Abstract image evoking bird silhouette

Welcome back, readers. Sorry, I can’t answer the phone right now (what’s a phone. . . ?). Mario Maker 2 is out, and I am in deep.

Pride Month draws to a close today, and we’ve got a selection of great queer reflections from masculine and feminine perspectives. They also reflect, I think, on the growing understanding that advocating for representation by itself is not enough, and that increasingly, we need to be vocal and critical about the quality of that representation in addition to the quantity. We need more trash mammals.

This Week in Videogame Blogging is a roundup highlighting the most important critical writing on games from the past seven days.

Planet at Play

This week we’re starting off with a trio of examinations of the ecopolitics in contemporary games–no small thing on a planet imminently poised to eat us alive in retribution–with a focus on where these games continue to fall short.

“For a game that emphasizes apparent political and ecological awareness, Red Dead Redemption 2 adheres to the same strict colonial lexicon we see in just about every mainstream open-world blockbuster. Player verbs cluster around shooting, running, exploring, and trading. And when it comes to the environment, we can only slaughter its animals or pick its useful plants.”

Nathan at all

A pair of authors this week perform queer readings of established masculine heroes in games.

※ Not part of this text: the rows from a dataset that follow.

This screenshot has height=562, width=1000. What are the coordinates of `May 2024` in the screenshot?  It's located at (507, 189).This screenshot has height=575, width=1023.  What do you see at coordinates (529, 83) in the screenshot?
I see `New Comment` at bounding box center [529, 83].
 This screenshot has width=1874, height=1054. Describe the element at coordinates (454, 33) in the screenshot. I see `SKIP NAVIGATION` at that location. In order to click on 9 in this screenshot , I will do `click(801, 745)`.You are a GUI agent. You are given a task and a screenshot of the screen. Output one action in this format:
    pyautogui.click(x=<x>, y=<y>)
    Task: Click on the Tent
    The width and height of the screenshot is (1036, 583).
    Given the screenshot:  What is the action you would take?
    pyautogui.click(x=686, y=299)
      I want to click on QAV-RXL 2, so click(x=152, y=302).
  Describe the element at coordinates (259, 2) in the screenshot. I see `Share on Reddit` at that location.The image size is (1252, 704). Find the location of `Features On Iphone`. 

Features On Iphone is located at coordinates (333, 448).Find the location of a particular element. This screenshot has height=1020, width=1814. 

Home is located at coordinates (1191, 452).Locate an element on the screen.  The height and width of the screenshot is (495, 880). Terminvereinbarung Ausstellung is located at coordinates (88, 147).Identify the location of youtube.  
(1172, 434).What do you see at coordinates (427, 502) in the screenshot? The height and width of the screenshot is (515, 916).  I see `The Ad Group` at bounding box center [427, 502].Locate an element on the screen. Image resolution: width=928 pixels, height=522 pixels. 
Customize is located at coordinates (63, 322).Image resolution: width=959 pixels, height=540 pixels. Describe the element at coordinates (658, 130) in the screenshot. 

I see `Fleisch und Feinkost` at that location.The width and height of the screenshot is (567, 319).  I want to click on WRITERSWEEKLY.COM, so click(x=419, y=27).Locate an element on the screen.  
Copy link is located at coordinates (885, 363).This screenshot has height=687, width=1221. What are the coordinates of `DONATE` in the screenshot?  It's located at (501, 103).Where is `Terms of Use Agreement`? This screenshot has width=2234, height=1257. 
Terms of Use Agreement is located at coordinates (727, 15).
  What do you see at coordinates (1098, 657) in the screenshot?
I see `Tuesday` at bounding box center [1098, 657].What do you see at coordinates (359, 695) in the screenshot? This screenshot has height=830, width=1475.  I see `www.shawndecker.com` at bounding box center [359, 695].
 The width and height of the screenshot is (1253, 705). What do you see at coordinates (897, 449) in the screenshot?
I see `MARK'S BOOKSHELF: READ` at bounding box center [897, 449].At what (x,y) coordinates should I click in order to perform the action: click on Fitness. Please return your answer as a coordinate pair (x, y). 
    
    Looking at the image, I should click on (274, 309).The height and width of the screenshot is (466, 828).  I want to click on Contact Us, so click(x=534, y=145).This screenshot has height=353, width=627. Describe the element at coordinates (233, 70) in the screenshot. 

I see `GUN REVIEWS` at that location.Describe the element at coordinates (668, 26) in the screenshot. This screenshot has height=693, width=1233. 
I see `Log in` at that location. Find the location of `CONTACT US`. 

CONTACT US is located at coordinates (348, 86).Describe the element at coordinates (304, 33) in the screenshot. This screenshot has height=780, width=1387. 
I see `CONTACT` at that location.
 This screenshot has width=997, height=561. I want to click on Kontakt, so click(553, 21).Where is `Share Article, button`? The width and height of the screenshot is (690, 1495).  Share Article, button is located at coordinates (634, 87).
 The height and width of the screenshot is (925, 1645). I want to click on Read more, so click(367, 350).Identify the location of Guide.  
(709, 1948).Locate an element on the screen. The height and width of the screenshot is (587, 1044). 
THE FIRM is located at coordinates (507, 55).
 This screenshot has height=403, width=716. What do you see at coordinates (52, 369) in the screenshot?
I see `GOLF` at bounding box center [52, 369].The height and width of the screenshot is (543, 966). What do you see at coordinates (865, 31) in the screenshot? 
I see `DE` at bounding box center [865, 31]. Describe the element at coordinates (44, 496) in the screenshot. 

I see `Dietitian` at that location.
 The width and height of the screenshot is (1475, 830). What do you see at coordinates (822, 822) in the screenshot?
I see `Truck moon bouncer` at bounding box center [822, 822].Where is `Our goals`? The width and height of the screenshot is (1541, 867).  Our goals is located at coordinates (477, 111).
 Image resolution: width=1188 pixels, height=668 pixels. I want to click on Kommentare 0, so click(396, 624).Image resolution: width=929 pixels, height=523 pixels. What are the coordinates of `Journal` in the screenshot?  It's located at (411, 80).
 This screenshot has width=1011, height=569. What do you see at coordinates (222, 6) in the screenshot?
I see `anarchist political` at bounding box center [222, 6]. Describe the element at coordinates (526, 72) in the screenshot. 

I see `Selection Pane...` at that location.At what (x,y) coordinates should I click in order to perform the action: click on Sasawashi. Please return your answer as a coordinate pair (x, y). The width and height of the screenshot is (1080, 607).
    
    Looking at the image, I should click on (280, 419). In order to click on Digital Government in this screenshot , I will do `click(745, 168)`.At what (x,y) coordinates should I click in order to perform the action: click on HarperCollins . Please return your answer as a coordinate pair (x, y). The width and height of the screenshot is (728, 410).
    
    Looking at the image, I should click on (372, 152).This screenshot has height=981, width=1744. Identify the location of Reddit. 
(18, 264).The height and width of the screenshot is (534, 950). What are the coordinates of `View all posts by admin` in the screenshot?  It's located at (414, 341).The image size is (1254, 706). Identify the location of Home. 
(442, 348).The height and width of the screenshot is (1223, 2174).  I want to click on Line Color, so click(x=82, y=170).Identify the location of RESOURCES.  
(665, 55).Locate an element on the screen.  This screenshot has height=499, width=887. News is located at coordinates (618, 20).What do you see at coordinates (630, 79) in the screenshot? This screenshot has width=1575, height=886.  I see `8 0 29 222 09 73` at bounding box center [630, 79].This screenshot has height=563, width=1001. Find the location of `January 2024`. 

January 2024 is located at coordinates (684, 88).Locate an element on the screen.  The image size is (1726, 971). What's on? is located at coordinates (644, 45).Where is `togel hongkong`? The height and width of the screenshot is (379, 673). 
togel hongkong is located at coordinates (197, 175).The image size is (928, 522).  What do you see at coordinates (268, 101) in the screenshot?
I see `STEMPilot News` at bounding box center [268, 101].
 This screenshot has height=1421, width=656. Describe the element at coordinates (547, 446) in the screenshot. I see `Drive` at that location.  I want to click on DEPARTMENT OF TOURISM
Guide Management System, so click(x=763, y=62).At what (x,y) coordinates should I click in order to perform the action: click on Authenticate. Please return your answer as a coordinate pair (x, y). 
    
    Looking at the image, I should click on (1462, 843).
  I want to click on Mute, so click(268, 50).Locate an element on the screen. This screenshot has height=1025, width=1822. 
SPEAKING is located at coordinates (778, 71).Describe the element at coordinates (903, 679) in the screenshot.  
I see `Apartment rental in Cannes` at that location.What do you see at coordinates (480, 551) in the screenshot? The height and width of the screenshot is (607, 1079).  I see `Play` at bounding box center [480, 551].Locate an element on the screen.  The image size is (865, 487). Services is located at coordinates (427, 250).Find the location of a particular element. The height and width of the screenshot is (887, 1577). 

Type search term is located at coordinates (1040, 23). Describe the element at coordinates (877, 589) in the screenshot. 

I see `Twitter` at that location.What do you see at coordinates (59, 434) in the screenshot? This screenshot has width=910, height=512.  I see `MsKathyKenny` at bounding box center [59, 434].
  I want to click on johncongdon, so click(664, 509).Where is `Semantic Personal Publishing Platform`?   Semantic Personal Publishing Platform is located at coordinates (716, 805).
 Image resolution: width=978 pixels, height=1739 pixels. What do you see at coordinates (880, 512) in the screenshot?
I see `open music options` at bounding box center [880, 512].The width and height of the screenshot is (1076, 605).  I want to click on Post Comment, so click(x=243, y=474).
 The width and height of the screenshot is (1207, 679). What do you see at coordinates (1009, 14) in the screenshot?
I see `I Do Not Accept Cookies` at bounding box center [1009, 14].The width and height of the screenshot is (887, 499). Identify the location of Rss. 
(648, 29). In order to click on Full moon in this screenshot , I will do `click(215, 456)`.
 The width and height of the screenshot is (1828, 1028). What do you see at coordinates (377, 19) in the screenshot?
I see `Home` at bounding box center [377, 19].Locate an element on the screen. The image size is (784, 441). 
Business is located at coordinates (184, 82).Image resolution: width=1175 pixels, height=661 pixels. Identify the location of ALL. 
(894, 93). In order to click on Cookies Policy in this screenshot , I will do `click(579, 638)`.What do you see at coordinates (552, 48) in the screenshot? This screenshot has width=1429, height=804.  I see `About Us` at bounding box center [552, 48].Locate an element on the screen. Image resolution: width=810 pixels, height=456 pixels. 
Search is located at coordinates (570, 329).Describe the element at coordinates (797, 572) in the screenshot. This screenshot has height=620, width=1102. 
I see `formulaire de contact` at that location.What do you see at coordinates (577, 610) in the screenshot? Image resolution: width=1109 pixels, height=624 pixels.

“Obviously there’s a lot problematic with the narrow view of masculinity as seen through the lens of perfectly chiseled muscles, and such body image struggles continue in the gay community unabated. But by embracing the inherent homoeroticism of power fantasies like Contra and Altered Beast, gaymers are given a powerful tool towards understanding ourselves.”

Friend Re:Quest

People are hard–as someone who wasn’t born with an enormous amount of social grace myself, this is something I can attest to. Virtual environments can provide a safer space in which to explore relationships, yet sometimes even that relative safety can be a difficult thing to navigate, process, and accept. Two authors this week reflect on the uncanny nature of fictional relationships involving real feelings.

“And when I first realised I didn’t have to live in fear of displeasing any of these virtual people I was more than a little bit upset with myself – that thought process is not, for want of a better word, normal. Which means I’m not normal. Which isn’t news to anyone really but I was always hoping to be more amusingly quirky-weird abnormal than buried-trauma-manifesting-in-unexpected-ways abnormal.”

Trash Mammals and Street Fighters

Queer representation in games by itself isn’t enough if the characters at play aren’t allowed to be real, vulnerable, and messy. Two authors this week write on the subject of queer femininit(ies) in games.

“In the media, women are rarely allowed to mess up and be humorous – especially at the same time – and romances for queer people have often been wrapped in mystique, tragedy, and melodrama. As we near the end of Pride month, I find myself fondly remembering Undertale, Night in the Woods, and Butterfly Soup for each having a scene in which queer women actualize their feelings, or reminisce on a time they attempted to do so, and fail spectacularly or embarrass themselves.”

Content Roadmaps

The idea of purchasing a game as a singular event is increasingly a quaint and remote myth. Contemporary games are less discrete products and more amorphous webs of monetization, both via official press channels and their influencer partners. Two articles this week seek some sense amid the storm.

“watching someone else play video games addresses a broader set of responses to a screen, derived specifically from the affective space viewers inhabit while watching. This space is both intimate and alienating, lonely and social — that is to say, it is characterized by some of the same contradictions of life lived with and through screens.”

Evocative Design

How does one design for “game-feel?” Design choices can elicit powerful affective responses, whether by a single mechanical affordance or the structure of a whole-game world. Two authors this week think through these design choices and the affective effects they provoke.

“Every discovery recorded in your ship’s log is a crucial piece of information in unraveling the history of the Nomai and the solar system. Every suggested location yields a story and every story yields an answer. The log system is effective, and even if I do miss something, the game helpfully marks which areas still have more information to offer. The terror of space is in what you don’t know, and thus information is the remedy.”

Critical Chaser

I usually spend a line or two here being a smart-ass, but. . . just read this one, okay? I love it.

“It is damning that in order to realistically construct the fantasy of a romantic relationship with a straight man, they must be nearly featureless, and it is a terrible desire of mine that I crave this.”